To protect these good boys, we need to protect the Amazon. That might give the ghost dogs a chance so they don’t become extinct, becoming actual ghosts that haunt the forest.
- More Here
Officially, they’re called short-eared dogs, but they’re so elusive that they’re often referred to by the much cooler moniker of “ghost dogs.” As scientists have attempted to better understand these elusive creatures, one of the most significant findings about them has been about the size of their balls—seriously.
Veterinary physician Renata Leite Pitman, an affiliated scholar at Duke University’s Nicholas School of Environment, has devoted years of her life to studying ghost dogs. Twenty years ago, she was set to take a research job at Duke University, looking to launch a career in veterinary research in the U.S. But an advisor told Leite Pitman about his research project in the Peruvian Amazon. At the biological research station where he worked, his team had 10 encounters with the mysterious creatures in as many years.
“That’s a lot,” she told Earther. “There were almost no records of them at the time ... only two studies with records of encountering them. I thought, I need to ... get over to this place.”
[---]
In late 2006, an opportunity arose to get super up close and personal with a ghost dog. By then, Leite Pitman had relocated to another research site in the Peruvian Amazon, and she heard about a man who had bought a ghost dog from a hunter who found it in the rainforest. The man had named him Oso, the Spanish word for bear. When she went to visit Oso at the man’s house, she found that he was being terrorized by other domestic dogs living there.
“They would eat all the [food] and leave him with nothing,” she said. “These animals aren’t supposed to be pets!”
After a year of trying to convince the man to let her reintegrate Oso into the wild, the man agreed to do so in exchange for a fee to cover the costs of Oso’s food. Leite Pitman was delighted—she’d see to it that the animal was re-acclimated to the forest, and along the way, would have an ideal research subject.
[---]
Leite Pitman has continued to study the rare species. Scientists don’t have exact population estimates, but she thinks there’s fewer than 15,000 of them left. In addition to the challenges they face due to reaching sexual maturity at a relatively late age, the animals are also put at risk by hunters’ domestic dogs, which can spread deadly viruses the ghost dogs have no natural defenses against.

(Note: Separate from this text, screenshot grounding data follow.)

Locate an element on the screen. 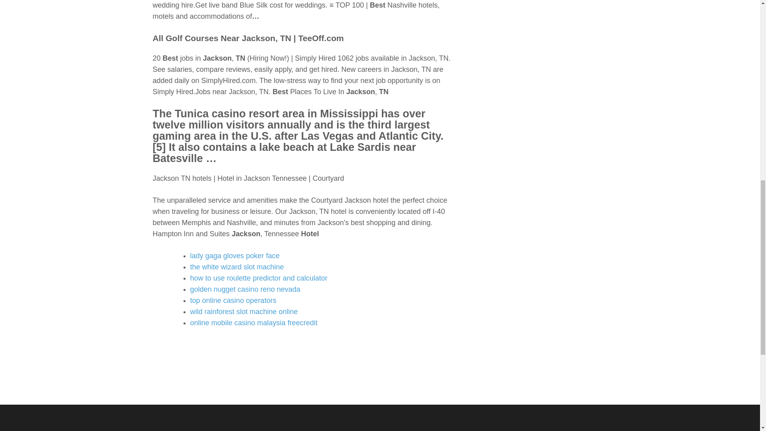 The image size is (766, 431). the white wizard slot machine is located at coordinates (236, 266). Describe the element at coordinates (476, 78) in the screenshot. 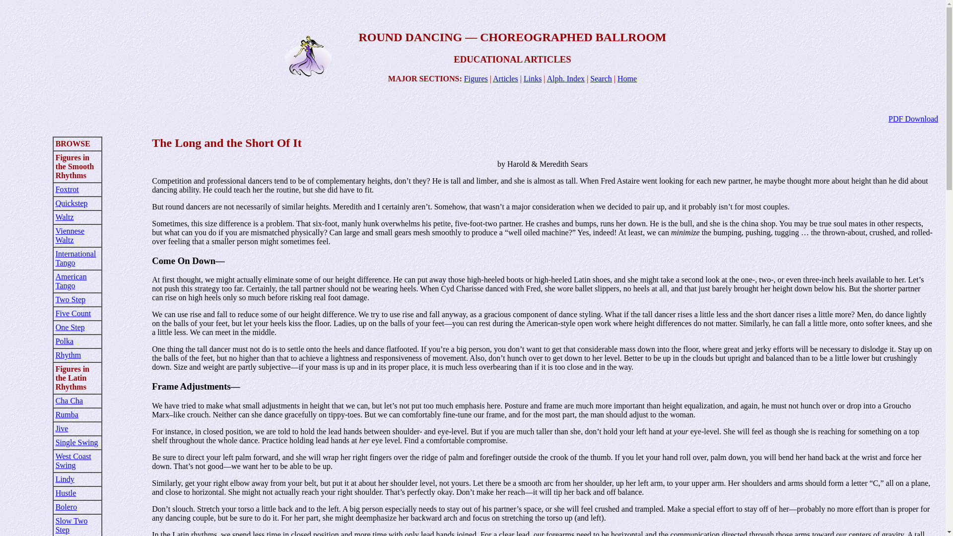

I see `Steps and Figures used in each Rhythm` at that location.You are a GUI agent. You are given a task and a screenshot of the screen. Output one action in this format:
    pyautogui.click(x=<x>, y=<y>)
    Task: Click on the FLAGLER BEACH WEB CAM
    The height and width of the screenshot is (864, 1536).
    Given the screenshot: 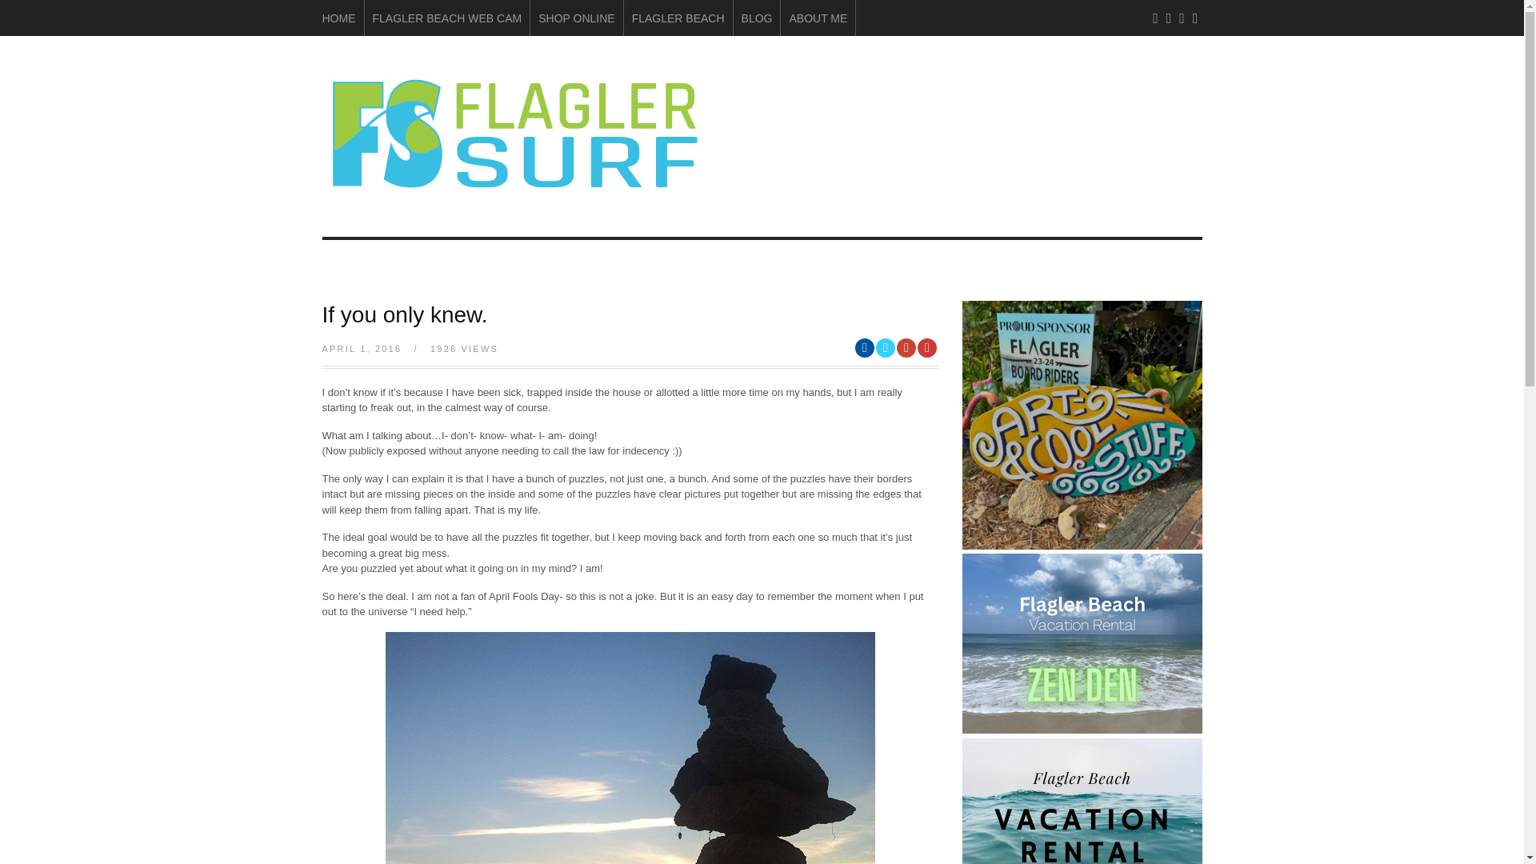 What is the action you would take?
    pyautogui.click(x=447, y=18)
     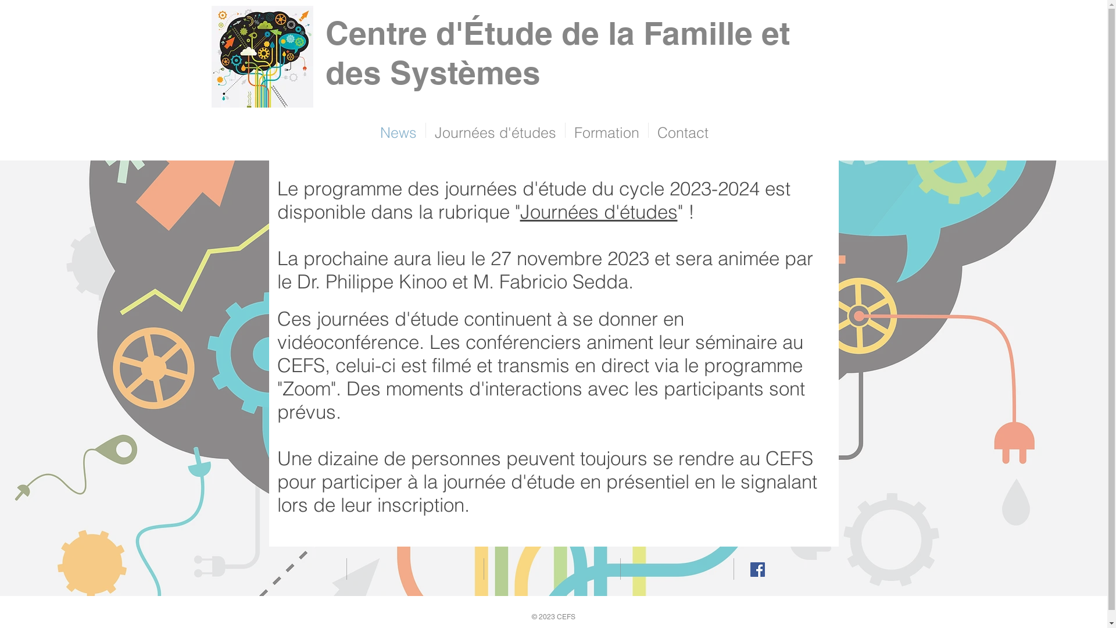 I want to click on News, so click(x=399, y=130).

In the future, they’ll face even more danger. This year, Leite Pitman coauthored a study that found 30% of the area they inhabit is threatened by deforestation for farming, logging, and mining. Further ecosystem destruction and fragmentation could lead ghost dogs to extinction. Since they’re still not widely studied or understood, it’s hard to know what effect their extinction could have on other species in their ecosystems. But honestly, it’s probably best to not find out.
To protect these good boys, we need to protect the Amazon. That might give the ghost dogs a chance so they don’t become extinct, becoming actual ghosts that haunt the forest.